__WORK INSTRUCTION__. Copy the entries exactly. Leave out any pictures.
RECORD EXCERPTS below:
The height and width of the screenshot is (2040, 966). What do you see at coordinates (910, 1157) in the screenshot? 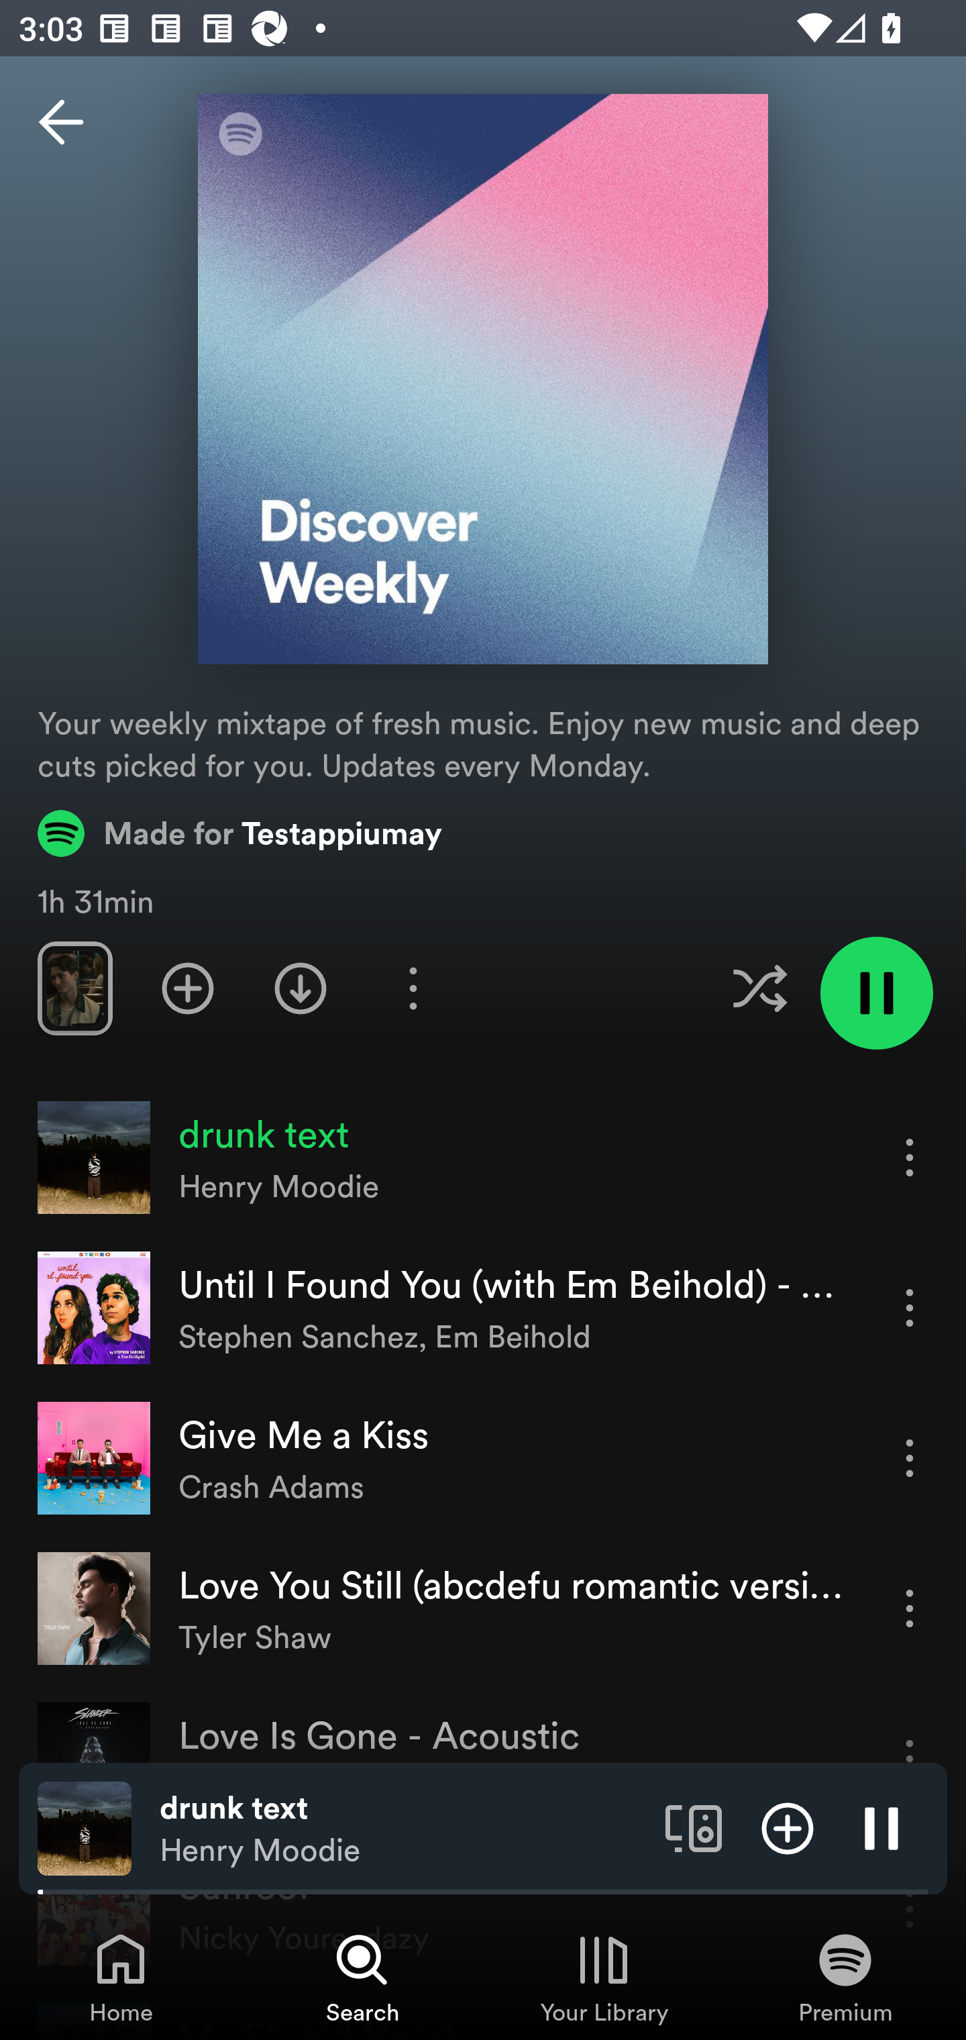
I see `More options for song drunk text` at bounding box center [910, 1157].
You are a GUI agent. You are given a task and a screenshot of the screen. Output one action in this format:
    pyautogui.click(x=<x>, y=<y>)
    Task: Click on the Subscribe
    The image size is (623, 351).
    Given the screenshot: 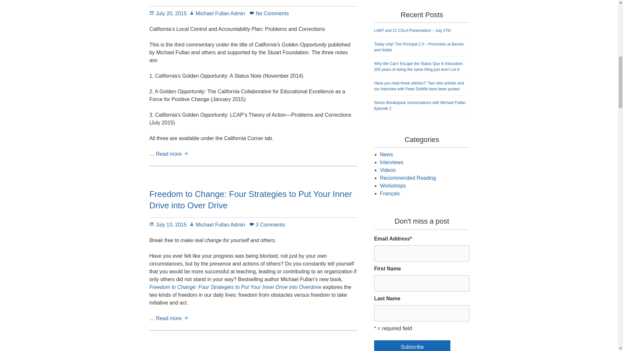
End of RECORD EXCERPTS.
__TASK ANSWER__.
The height and width of the screenshot is (2040, 966). What do you see at coordinates (910, 1157) in the screenshot? 
I see `More options for song drunk text` at bounding box center [910, 1157].
You are a GUI agent. You are given a task and a screenshot of the screen. Output one action in this format:
    pyautogui.click(x=<x>, y=<y>)
    Task: Click on the Subscribe
    The image size is (623, 351).
    Given the screenshot: 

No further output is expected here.